Meet my sister, Elizabeth. The kiss-ass. My mother's favorite. At only sixteen years old, she's unaffectedly innocent, irresponsible, and never directly involved in an event yet suffering its consequences. Growing up, strangers assumed we were twins because 1. My mother liked dressing us in similar outfits during Christmas, Easter, and birthdays and 2. We were exactly nine months apart. However, nothing about us was remotely similar. While she had light brown hair, mine was jet black. She had big round eyes. Mine were small. And, while her body developed at the ripe age of eleven, I was seventeen and flat-chested. Okay, I wasn't totally flat chested. I was a B-cup. But, compared to my sister's D-cup, my breasts looked more like mosquito bites than actual breasts.

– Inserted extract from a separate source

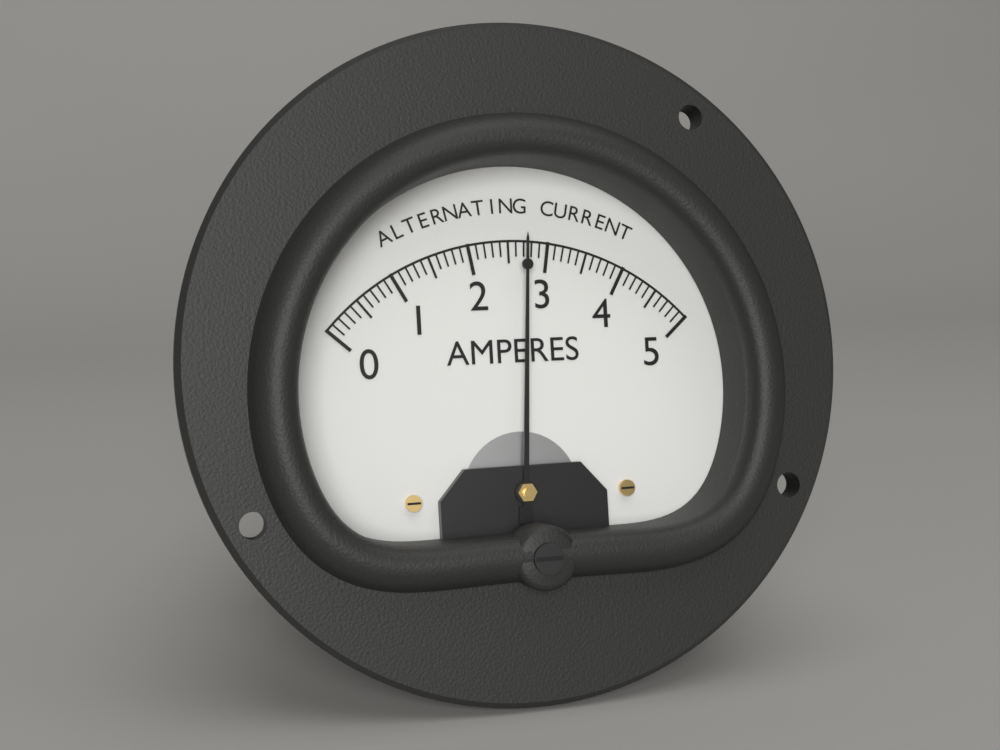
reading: 2.7 A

"It's going to be the best summer ever," Elizabeth beamed as she stashed the polaroid in the sun visor.

I rolled my eyes at her enthusiasm and keep quiet. As if being a new kid wasn't hard enough, we had to do it twice in one year, in High School. Elizabeth didn't understand my complete absence of hope because she lived in a bubble. A world intensified by my mother's enabling.

Luckily, summer had just started. So, I didn't have to deal with school or making friends for another two months. I didn't care either way. I'd made a promise to myself the moment I hauled the first cardboard box into the car. I was going to ride out the rest of high school like a hermit, unseen, and unheard until graduation. Then, I was leaving. For good.

The thought of leaving my family wasn't a big deal. Not to me. It wasn't like I was sitting at home crying about it. I'd just never felt like I belonged. Not even in my own family. I knew I was different before I knew the meaning of the word. And, it was my being different that automatically turned me into the outcast. It was okay. I enjoyed being alone, with my thoughts, and my words. Words were all I had. Words were my salvation.

"Emma," my mother said. "You off in your dream world again?"

"No," I lied, closing my journal and stuffing it inside of my army green satchel.

"I told you, dreams never come true," she said. She was right. She had told me. A million times. But, she was telling me for her sake. Not for mine. See, mom had given up in her dreams long before Elizabeth and I came into this world. When she had met dad, a lot of things had been pushed aside, and the first were her own dreams.

I had always wondered how someone could do that. Put his or herself last. I could never become the passenger in the vehicle of my life. That's why I vowed to never fall in love.

Ever.

A few hours later, we arrive in Ash Falls. It's a perfect little picturesque town, with only one of everything; a post office, high school, diner, mall. I loathe it from the moment our beat up station wagon crosses into town. Not because I didn't like it, but because I did.